Movies in China

The first film screenings in China took place in Shanghai in 1896, and the city became an early center for film production. The first regular film company was Asia Motion Picture Company, established by the American Benjamin Polaski. Ming Hsing, the first Chinese-owned company, began production in 1922. In Hong Kong and Canton, films made in Cantonese were exported to emigrated Chinese worldwide. With the sound film began a more community oriented production, i.a. by directors Cheng Bu-kao and Tsi Chu-bed; the latter team i.a. The Fisherman’s Song (1934).

Gong Li

Gong Li, China’s most famous international actor, in Zhang Yimou’s film Behind the Red Lantern (1991).

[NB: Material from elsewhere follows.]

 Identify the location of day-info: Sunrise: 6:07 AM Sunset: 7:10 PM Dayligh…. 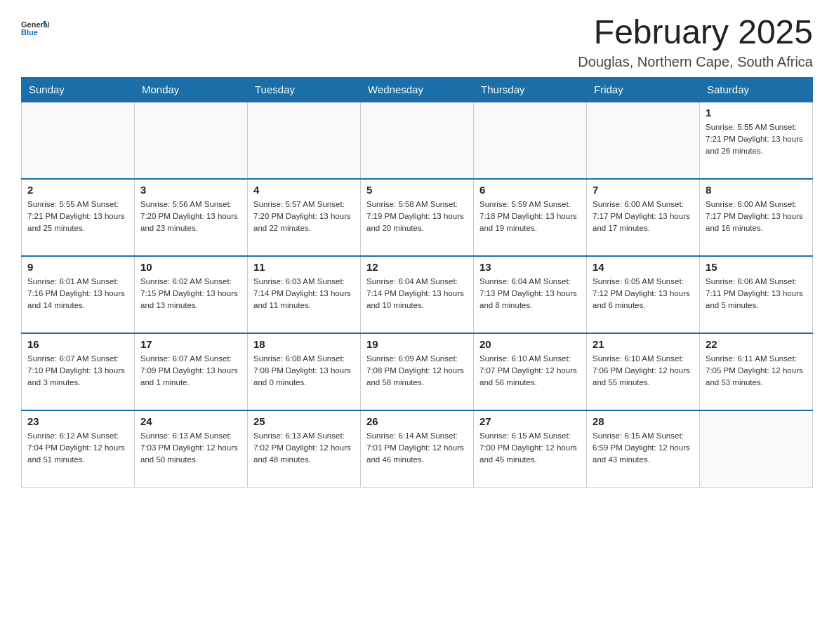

The Japanese invasion of 1937 drove most of the filmmakers from Shanghai to Hong Kong and Taiwan, and the Japanese took over the means of production. After the victory of communism in 1949, the Chinese film developed very differently in the People’s Republic of China, Hong Kong and Taiwan. Mao’s regime geared up film environments and drifted production figures in the weather, to China in the early 1960s made over 400 films per year. The filmmakers, however, worked under extreme ideological conditions, and almost without exception made official film productions that gloriously glorified the communist revolution, often in a theatrical form of colors, music and dance. The Cultural Revolution became a new disaster for the Chinese film; directors were sent away from Shanghai to retrain, and production ceased in 1967-72.

It wasn’t until the late 1970s that a real change came. Beijing’s state film school reopened in 1978, and the first student body – commonly referred to as “the fifth generation” in China – created a boom in Chinese film. Production increased again, to approx. 150 feature films a year in the 1980s. Foremost among Chinese 1980s and 1990s Chinese filmmakers are Xie Fei with Hibiscus City (1987), Chen Kaige with Yellow Earth (1983), and Zhang Yimou with Red Grain (1988), Ju Dou (1989), and the Shanghai Triad ( 1995). Actress Gong Li won international fame in Zhang’s films, and Zhang has since made the popular melee movie Hero (2002).

A generational shift is about to take place in Chinese film, among the new names being Jiang Wen with Guizi lai le (2000).